There are just 27 student nurses in mental health, which, Mental Health Commissioner John Cachia warns, is inadequate to address staff shortage issues.

Figures supplied to the Times of Malta by the University of Malta show that 27 students are reading for a bachelor’s degree in mental health nursing. Six more are reading for a master’s in mental health nursing and six for a general nursing master’s with a specific focus on mental health.

Only a handful of students will graduate and enter the workforce every year, figures show. In 2017, there were 10 students who graduated as mental health nurses, and in the previous year, only three completed the three-year university course.

Dr Cachia said the number of mental health student nurses needed to increase, pointing out the stigma surrounding the issue could be behind the low figures.

It was common practice for general nurses to work in the mental health sector when they did not have the specific training required of those working with psychiatric patients, he added.

Read: Real issues at Mount Carmel Hospital need to be addressed

No effort should be spared with regard to ensuring patients’ welfare, Dr Cachia cautioned, especially when it came to training those who cared for them.

A university spokeswoman said that various outreach activities had been held to increase awareness about the undergraduate and post-graduate programmes relating to mental health nursing.

When asked whether the university deemed the number of students focusing on mental health to be sufficient to address staff shortages, the spokeswoman referred the Times of Malta to the health authorities.

However, the questions sent to the Health Ministry on the matter and what was being done to address the nursing shortages had not been not answered by the time of writing.

Nurses complained earlier this month that the situation at Mount Carmel Hospital had hit “rock bottom”, with sentiments of shock and deep concern expressed by NGOs and patients’ relatives when a teenager was found dead after escaping from the hospital. The victim was supposed to have been under constant watch when he escaped.

At the time of the teen’s death, a spokesman for the Malta Union of Midwives and Nurses said that severe staff shortages impeded nurses from giving patients the care they required.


# What needs to be done
Each line below either holds the string "markers" or doesn't. Count those that do and give only the number.

# Supplied data
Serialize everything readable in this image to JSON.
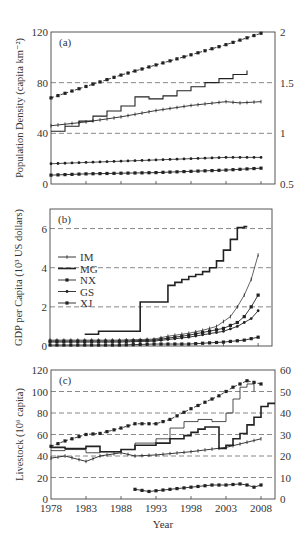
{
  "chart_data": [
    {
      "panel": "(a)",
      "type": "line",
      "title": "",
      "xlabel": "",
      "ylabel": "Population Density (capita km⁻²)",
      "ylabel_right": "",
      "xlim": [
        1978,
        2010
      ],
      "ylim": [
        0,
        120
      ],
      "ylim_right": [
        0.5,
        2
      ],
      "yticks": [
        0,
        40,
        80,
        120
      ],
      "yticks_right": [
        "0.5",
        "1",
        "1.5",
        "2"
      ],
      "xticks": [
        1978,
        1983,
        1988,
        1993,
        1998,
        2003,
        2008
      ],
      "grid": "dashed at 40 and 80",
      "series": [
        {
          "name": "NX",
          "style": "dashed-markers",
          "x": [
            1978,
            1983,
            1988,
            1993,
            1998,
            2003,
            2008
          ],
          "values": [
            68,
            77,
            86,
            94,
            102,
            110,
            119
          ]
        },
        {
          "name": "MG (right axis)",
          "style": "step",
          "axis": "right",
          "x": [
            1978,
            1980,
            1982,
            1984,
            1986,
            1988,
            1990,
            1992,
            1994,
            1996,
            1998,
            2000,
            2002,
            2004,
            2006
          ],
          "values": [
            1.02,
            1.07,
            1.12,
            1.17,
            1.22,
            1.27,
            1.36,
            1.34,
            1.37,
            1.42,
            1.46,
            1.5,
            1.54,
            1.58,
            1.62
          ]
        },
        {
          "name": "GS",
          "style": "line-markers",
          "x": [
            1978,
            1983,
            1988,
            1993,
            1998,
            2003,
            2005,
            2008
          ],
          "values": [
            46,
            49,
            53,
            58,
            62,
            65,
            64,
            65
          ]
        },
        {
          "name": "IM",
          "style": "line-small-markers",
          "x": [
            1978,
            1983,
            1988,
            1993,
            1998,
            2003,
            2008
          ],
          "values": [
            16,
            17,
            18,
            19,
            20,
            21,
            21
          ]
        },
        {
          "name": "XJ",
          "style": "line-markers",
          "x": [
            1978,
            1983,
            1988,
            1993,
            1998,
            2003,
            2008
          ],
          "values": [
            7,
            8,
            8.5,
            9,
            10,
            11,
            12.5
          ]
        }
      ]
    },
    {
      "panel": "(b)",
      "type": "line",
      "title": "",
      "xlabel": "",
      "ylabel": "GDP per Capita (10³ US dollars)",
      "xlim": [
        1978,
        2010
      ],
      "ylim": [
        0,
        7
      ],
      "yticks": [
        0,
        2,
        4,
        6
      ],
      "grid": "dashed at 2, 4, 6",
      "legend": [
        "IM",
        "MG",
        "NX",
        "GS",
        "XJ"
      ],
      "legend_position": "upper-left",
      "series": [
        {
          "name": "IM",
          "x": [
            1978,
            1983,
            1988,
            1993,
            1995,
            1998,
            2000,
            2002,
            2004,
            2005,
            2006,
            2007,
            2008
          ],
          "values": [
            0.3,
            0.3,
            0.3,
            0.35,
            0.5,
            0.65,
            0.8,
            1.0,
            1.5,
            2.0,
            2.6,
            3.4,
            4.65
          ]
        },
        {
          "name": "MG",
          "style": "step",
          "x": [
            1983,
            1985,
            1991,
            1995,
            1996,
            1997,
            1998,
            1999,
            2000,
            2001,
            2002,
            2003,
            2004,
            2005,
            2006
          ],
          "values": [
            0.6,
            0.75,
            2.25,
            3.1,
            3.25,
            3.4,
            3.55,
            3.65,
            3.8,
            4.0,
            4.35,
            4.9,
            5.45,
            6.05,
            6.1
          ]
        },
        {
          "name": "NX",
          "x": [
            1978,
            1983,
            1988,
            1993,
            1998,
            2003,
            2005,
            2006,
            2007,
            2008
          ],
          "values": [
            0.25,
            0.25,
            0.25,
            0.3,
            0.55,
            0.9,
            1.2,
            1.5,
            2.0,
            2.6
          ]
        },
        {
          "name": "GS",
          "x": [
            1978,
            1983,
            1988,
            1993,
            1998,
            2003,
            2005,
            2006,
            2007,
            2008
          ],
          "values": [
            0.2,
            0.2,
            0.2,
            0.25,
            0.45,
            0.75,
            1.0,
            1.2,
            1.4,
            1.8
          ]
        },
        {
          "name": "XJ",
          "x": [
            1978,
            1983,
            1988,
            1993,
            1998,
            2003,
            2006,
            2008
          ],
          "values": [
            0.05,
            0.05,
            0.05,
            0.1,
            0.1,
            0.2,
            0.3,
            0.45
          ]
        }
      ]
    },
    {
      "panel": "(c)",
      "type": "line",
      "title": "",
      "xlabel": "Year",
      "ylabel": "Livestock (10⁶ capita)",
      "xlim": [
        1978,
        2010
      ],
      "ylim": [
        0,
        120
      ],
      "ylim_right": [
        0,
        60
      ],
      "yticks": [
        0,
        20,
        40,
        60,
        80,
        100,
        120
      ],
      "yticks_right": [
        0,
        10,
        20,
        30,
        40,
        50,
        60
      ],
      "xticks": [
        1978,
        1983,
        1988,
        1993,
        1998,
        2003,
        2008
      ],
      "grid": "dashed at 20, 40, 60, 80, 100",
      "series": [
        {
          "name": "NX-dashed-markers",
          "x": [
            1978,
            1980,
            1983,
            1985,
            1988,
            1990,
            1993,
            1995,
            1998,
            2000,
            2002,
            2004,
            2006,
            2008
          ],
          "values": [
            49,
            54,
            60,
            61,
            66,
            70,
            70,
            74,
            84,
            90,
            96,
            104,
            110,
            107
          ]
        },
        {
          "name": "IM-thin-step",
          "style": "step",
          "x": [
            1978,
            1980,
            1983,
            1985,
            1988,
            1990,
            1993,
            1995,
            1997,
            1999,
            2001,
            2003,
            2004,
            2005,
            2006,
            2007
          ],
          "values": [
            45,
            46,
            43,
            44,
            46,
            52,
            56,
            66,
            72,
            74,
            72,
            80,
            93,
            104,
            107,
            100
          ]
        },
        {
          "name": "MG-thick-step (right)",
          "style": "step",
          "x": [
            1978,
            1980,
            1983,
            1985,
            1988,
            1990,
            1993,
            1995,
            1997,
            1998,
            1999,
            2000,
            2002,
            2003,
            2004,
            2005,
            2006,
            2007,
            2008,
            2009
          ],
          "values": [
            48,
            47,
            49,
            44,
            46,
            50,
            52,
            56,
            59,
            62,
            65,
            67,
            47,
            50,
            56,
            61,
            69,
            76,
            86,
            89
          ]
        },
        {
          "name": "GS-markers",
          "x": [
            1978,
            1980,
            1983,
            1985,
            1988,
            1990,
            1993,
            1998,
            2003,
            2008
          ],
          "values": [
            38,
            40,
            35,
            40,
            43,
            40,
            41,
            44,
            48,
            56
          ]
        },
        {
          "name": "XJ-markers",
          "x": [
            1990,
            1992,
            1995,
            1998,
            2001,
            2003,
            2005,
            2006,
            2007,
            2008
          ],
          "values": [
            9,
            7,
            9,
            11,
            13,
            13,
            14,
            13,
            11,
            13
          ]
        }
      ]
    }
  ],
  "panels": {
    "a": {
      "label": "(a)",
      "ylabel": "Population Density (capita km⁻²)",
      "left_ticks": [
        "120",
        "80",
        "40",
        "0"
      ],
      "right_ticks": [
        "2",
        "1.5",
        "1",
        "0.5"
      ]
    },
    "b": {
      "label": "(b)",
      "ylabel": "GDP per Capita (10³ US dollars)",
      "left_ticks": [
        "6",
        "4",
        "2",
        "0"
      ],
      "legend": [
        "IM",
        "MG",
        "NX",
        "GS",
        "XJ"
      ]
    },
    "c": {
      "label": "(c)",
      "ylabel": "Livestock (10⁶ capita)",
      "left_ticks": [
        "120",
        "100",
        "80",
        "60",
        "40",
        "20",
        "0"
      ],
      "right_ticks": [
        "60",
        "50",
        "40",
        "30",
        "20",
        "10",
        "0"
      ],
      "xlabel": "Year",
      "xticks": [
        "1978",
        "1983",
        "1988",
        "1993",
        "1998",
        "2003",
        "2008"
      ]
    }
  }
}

# Answer below
7